Gary Gensler files amicus brief backing Ohio against Kalshi in sports prediction market case
The brief arms Ohio and other states with a former dual-agency chair's authority to challenge CFTC jurisdictional claims, directly undermining Kalshi's federal preemption defense in its fights with Minnesota, Rhode Island, and New Mexico.
More Stories
See allPolymarket partners with Paribu for Turkish market access
Mobymedia launches Polymarket news MCP server on PulseMCP
Plus500 launches CFTC-regulated sports event contracts in US via Kalshi partnership
Michigan regulator quits NCPG over Kalshi partnership
Solana prediction market World launches on Phantom wallet
Kalshi becomes World Cup partner and signs Mexican goalkeeper Ochoa
Polymarket confirms $3 million loss from frontend supply-chain attack
Former Polymarket staffer says POLY token launch not imminent
Upcoming Events
See allNinth Circuit ruling window opens — Kalshi, Crypto.com, Robinhood v. Nevada. Oral arguments held April 16; panel leaned skeptical of the platforms. A loss for Kalshi creates the circuit split with the Third Circuit that accelerates Supreme Court review.
Interactive Brokers Q2 call (after close).
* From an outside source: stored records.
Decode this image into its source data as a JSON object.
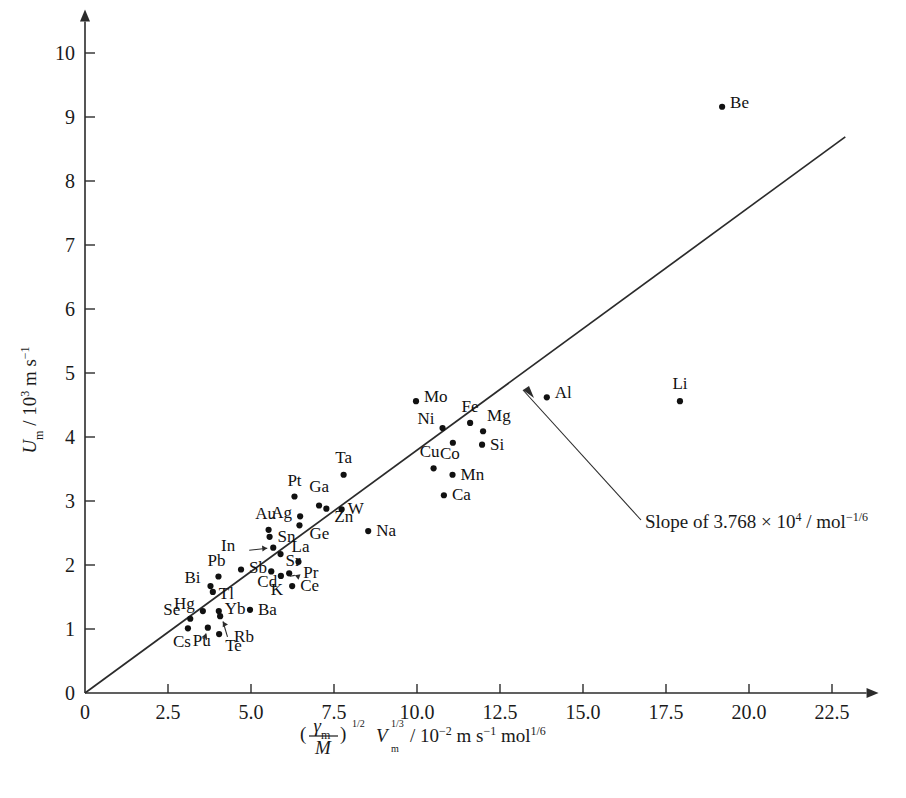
{
  "chart_data": {
    "type": "scatter",
    "title": "",
    "xlabel": "(γₘ/M)^(1/2) Vₘ^(1/3) / 10⁻² m s⁻¹ mol^(1/6)",
    "ylabel": "Uₘ / 10³ m s⁻¹",
    "xlim": [
      0,
      23.3
    ],
    "ylim": [
      0,
      10.4
    ],
    "xticks": [
      "0",
      "2.5",
      "5.0",
      "7.5",
      "10.0",
      "12.5",
      "15.0",
      "17.5",
      "20.0",
      "22.5"
    ],
    "xtick_values": [
      0,
      2.5,
      5.0,
      7.5,
      10.0,
      12.5,
      15.0,
      17.5,
      20.0,
      22.5
    ],
    "yticks": [
      "0",
      "1",
      "2",
      "3",
      "4",
      "5",
      "6",
      "7",
      "8",
      "9",
      "10"
    ],
    "ytick_values": [
      0,
      1,
      2,
      3,
      4,
      5,
      6,
      7,
      8,
      9,
      10
    ],
    "grid": false,
    "legend": "none",
    "marker_color": "#111111",
    "line_color": "#2b2b2b",
    "trendline": {
      "label": "Slope of 3.768 × 10⁴ / mol⁻¹ᐟ⁶",
      "slope_text_value": "3.768 × 10⁴",
      "slope_units": "mol⁻¹ᐟ⁶",
      "x_start": 0.0,
      "y_start": 0.0,
      "x_end": 22.9,
      "y_end": 8.69
    },
    "points": [
      {
        "label": "Be",
        "x": 19.19,
        "y": 9.16,
        "lx": 8,
        "ly": 1,
        "anchor": "start"
      },
      {
        "label": "Li",
        "x": 17.92,
        "y": 4.56,
        "lx": 0,
        "ly": -12,
        "anchor": "middle"
      },
      {
        "label": "Al",
        "x": 13.91,
        "y": 4.62,
        "lx": 8,
        "ly": 1,
        "anchor": "start"
      },
      {
        "label": "Mo",
        "x": 9.97,
        "y": 4.56,
        "lx": 8,
        "ly": 1,
        "anchor": "start"
      },
      {
        "label": "Ni",
        "x": 10.77,
        "y": 4.14,
        "lx": -8,
        "ly": -4,
        "anchor": "end"
      },
      {
        "label": "Fe",
        "x": 11.6,
        "y": 4.22,
        "lx": 0,
        "ly": -11,
        "anchor": "middle"
      },
      {
        "label": "Mg",
        "x": 11.99,
        "y": 4.09,
        "lx": 4,
        "ly": -10,
        "anchor": "start"
      },
      {
        "label": "Co",
        "x": 11.08,
        "y": 3.91,
        "lx": -3,
        "ly": 16,
        "anchor": "middle"
      },
      {
        "label": "Si",
        "x": 11.96,
        "y": 3.88,
        "lx": 8,
        "ly": 5,
        "anchor": "start"
      },
      {
        "label": "Cu",
        "x": 10.5,
        "y": 3.51,
        "lx": -4,
        "ly": -11,
        "anchor": "middle"
      },
      {
        "label": "Mn",
        "x": 11.07,
        "y": 3.41,
        "lx": 8,
        "ly": 5,
        "anchor": "start"
      },
      {
        "label": "Ta",
        "x": 7.79,
        "y": 3.41,
        "lx": 0,
        "ly": -12,
        "anchor": "middle"
      },
      {
        "label": "Ca",
        "x": 10.81,
        "y": 3.09,
        "lx": 8,
        "ly": 5,
        "anchor": "start"
      },
      {
        "label": "Pt",
        "x": 6.31,
        "y": 3.07,
        "lx": 0,
        "ly": -11,
        "anchor": "middle"
      },
      {
        "label": "Ga",
        "x": 7.05,
        "y": 2.93,
        "lx": 0,
        "ly": -13,
        "anchor": "middle"
      },
      {
        "label": "Zn",
        "x": 7.27,
        "y": 2.88,
        "lx": 8,
        "ly": 13,
        "anchor": "start"
      },
      {
        "label": "W",
        "x": 7.73,
        "y": 2.87,
        "lx": 6,
        "ly": 5,
        "anchor": "start"
      },
      {
        "label": "Ag",
        "x": 6.48,
        "y": 2.76,
        "lx": -8,
        "ly": 2,
        "anchor": "end"
      },
      {
        "label": "Ge",
        "x": 6.46,
        "y": 2.62,
        "lx": 10,
        "ly": 14,
        "anchor": "start"
      },
      {
        "label": "Na",
        "x": 8.53,
        "y": 2.53,
        "lx": 8,
        "ly": 5,
        "anchor": "start"
      },
      {
        "label": "Au",
        "x": 5.53,
        "y": 2.55,
        "lx": -3,
        "ly": -11,
        "anchor": "middle"
      },
      {
        "label": "Sn",
        "x": 5.56,
        "y": 2.44,
        "lx": 8,
        "ly": 5,
        "anchor": "start"
      },
      {
        "label": "In",
        "x": 5.67,
        "y": 2.27,
        "lx": -38,
        "ly": 3,
        "anchor": "end",
        "arrow": true
      },
      {
        "label": "Sr",
        "x": 5.89,
        "y": 2.17,
        "lx": 5,
        "ly": 12,
        "anchor": "start"
      },
      {
        "label": "La",
        "x": 6.43,
        "y": 2.05,
        "lx": 2,
        "ly": -10,
        "anchor": "middle"
      },
      {
        "label": "Cd",
        "x": 5.61,
        "y": 1.9,
        "lx": -4,
        "ly": 16,
        "anchor": "middle"
      },
      {
        "label": "Pr",
        "x": 6.15,
        "y": 1.87,
        "lx": 14,
        "ly": 5,
        "anchor": "start",
        "arrow": true
      },
      {
        "label": "K",
        "x": 5.9,
        "y": 1.83,
        "lx": -4,
        "ly": 19,
        "anchor": "middle"
      },
      {
        "label": "Sb",
        "x": 4.7,
        "y": 1.93,
        "lx": 8,
        "ly": 4,
        "anchor": "start"
      },
      {
        "label": "Pb",
        "x": 4.02,
        "y": 1.82,
        "lx": -2,
        "ly": -11,
        "anchor": "middle"
      },
      {
        "label": "Ce",
        "x": 6.24,
        "y": 1.67,
        "lx": 8,
        "ly": 5,
        "anchor": "start"
      },
      {
        "label": "Bi",
        "x": 3.78,
        "y": 1.67,
        "lx": -10,
        "ly": -3,
        "anchor": "end"
      },
      {
        "label": "Tl",
        "x": 3.85,
        "y": 1.58,
        "lx": 6,
        "ly": 7,
        "anchor": "start"
      },
      {
        "label": "Ba",
        "x": 4.97,
        "y": 1.3,
        "lx": 8,
        "ly": 5,
        "anchor": "start"
      },
      {
        "label": "Yb",
        "x": 4.03,
        "y": 1.28,
        "lx": 6,
        "ly": 3,
        "anchor": "start"
      },
      {
        "label": "Hg",
        "x": 3.55,
        "y": 1.28,
        "lx": -8,
        "ly": -2,
        "anchor": "end"
      },
      {
        "label": "Se",
        "x": 3.17,
        "y": 1.16,
        "lx": -10,
        "ly": -4,
        "anchor": "end"
      },
      {
        "label": "Rb",
        "x": 4.07,
        "y": 1.2,
        "lx": 14,
        "ly": 26,
        "anchor": "start",
        "arrow": true
      },
      {
        "label": "Pu",
        "x": 3.7,
        "y": 1.02,
        "lx": -6,
        "ly": 18,
        "anchor": "middle",
        "arrow": true
      },
      {
        "label": "Cs",
        "x": 3.1,
        "y": 1.01,
        "lx": -6,
        "ly": 19,
        "anchor": "middle"
      },
      {
        "label": "Te",
        "x": 4.04,
        "y": 0.92,
        "lx": 6,
        "ly": 17,
        "anchor": "start"
      }
    ]
  },
  "annotation": {
    "text_prefix": "Slope of ",
    "mantissa": "3.768",
    "times": "×",
    "base": "10",
    "exponent": "4",
    "slash": " / ",
    "unit": "mol",
    "unit_exponent": "−1/6"
  },
  "axes": {
    "y_title_symbol": "U",
    "y_title_sub": "m",
    "y_title_rest": " / 10",
    "y_title_exp": "3",
    "y_title_tail": " m s",
    "y_title_tail_exp": "−1",
    "x_num_symbol": "γ",
    "x_num_sub": "m",
    "x_den_symbol": "M",
    "x_paren_exp": "1/2",
    "x_v_symbol": "V",
    "x_v_sub": "m",
    "x_v_exp": "1/3",
    "x_divider": " / 10",
    "x_div_exp": "−2",
    "x_units_a": " m s",
    "x_units_a_exp": "−1",
    "x_units_b": " mol",
    "x_units_b_exp": "1/6"
  }
}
Watch for ForecastEx volume guidance and any commentary on the CFTC's pending event-contract rulemaking.
Fourth Circuit ruling window — Kalshi v. Maryland. Panel questioned whether sports event contracts are "basically gambling" at the May 7 oral arguments. Could deepen the circuit split or align with the Third Circuit.
DraftKings Q2 call. First quarter under the Predictions super-app rollout; analyst questions expected on the Railbird DCM launch and the $200-300M prediction-markets investment commitment.